A Matlab toolbox for calculating transient performance of control loops with timing jitter
JitterTime is a spin-off from the Matlab toolbox Jitterbug (Lincoln and Cervin, 2022) and can be used for calculating the performance of a controller under non-ideal timing conditions. Examples of such conditions include delay and jitter due to CPU and network scheduling, lost samples or lost controls due to packet loss or execution overruns, and aperiodic behavior due to clock drift, asynchronous nodes, and random sampling. Both Jitterbug and JitterTime evaluate a quadratic cost function for a mixed continuous-time/discrete-time linear system driven by white noise and/or deterministic impulse disturbances. The main difference is the timing model. In Jitterbug, the timing of the discrete systems are governed by random delays with specified probability density functions. This allows the total system to be treated as a jump-linear system, and covariance can be calculated by solving a set of linear equations. In JitterTime, however, the timing is arbitrary and completely driven by the user. This allows for more complex timing scenarios to be analyzed, including scheduling algorithms with long-term timing dependencies and asynchronous execution in distributed control systems. For deterministic timing scenarios over a finite horizon (or a repeating hyper-period), the performance is evaluated exactly. For stochastic timing scenarios, however, lengthy Monte Carlo simulations can be needed to obtain results with high confidence. This is a major drawback of the tool compared to Jitterbug.
Using the Toolbox
JitterTime consists of a small number of functions and requires Matlab with the Control System Toolbox (any reasonably recent version). Simply add the directory containing the JitterTime functions to the Matlab path.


| What needs to be done |
Reproduce exactly the line that contains "This screenshot has" and every line after it through the end of the records below, leaving out all pictures.
##### Input data #####
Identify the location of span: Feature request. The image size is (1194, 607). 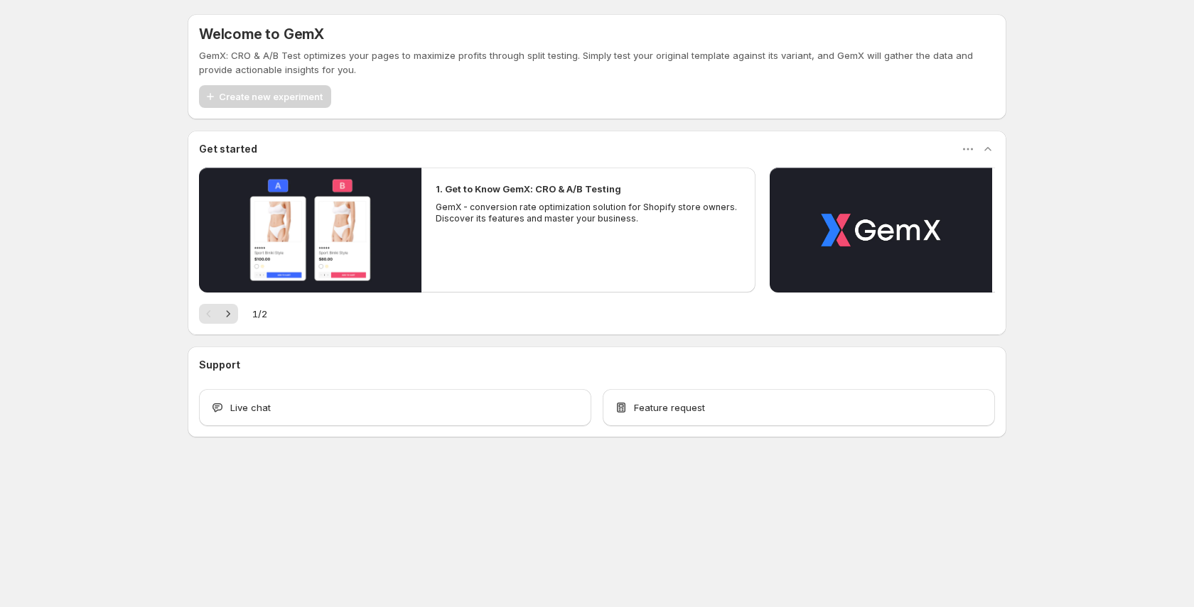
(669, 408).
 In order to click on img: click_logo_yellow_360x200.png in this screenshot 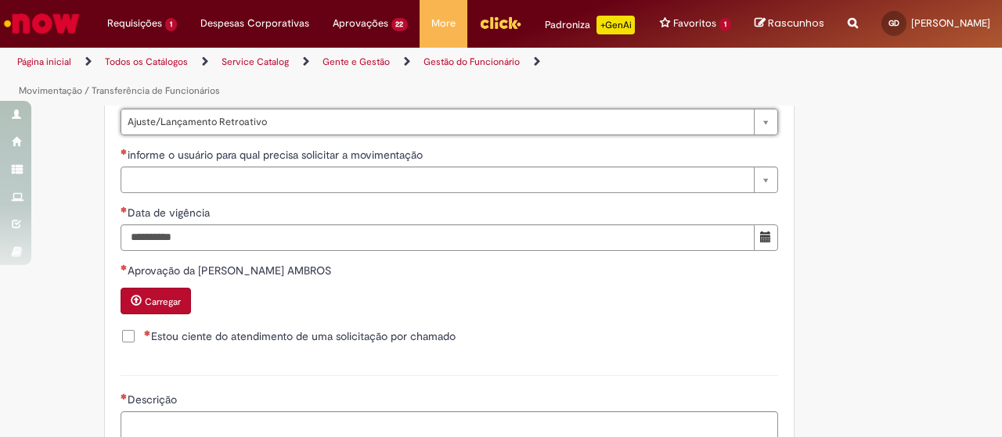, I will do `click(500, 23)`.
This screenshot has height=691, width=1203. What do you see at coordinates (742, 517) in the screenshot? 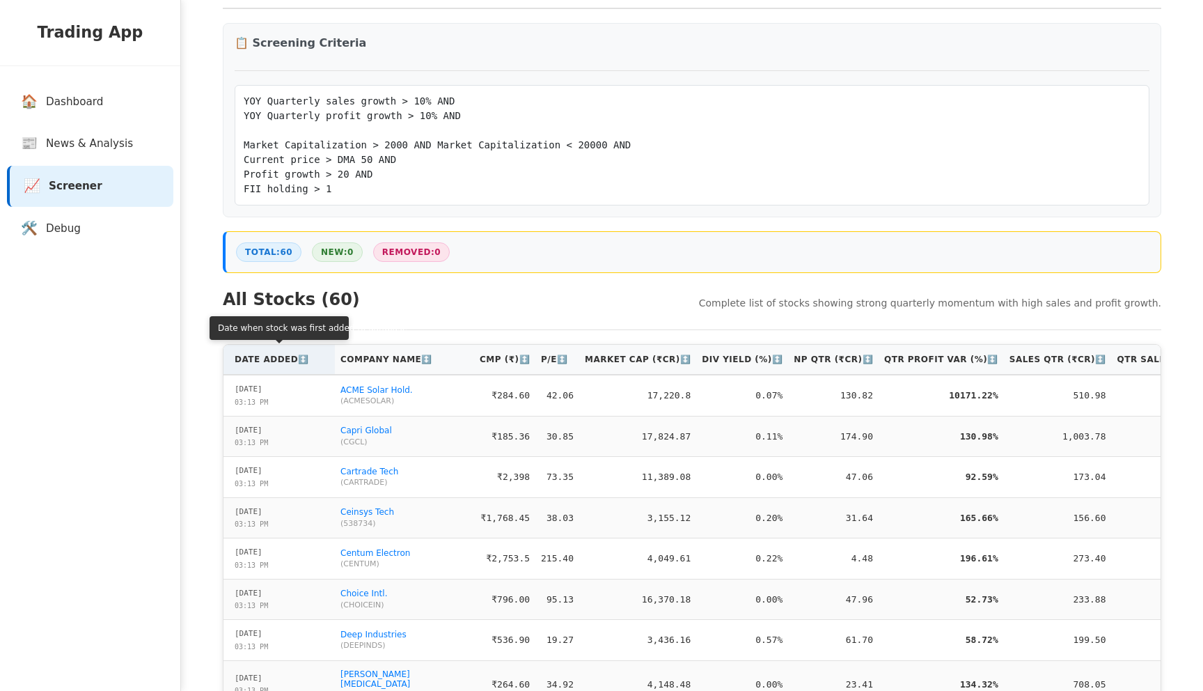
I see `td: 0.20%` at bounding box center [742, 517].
#####
| Solution below |
This screenshot has height=691, width=1203. What do you see at coordinates (742, 517) in the screenshot? 
I see `td: 0.20%` at bounding box center [742, 517].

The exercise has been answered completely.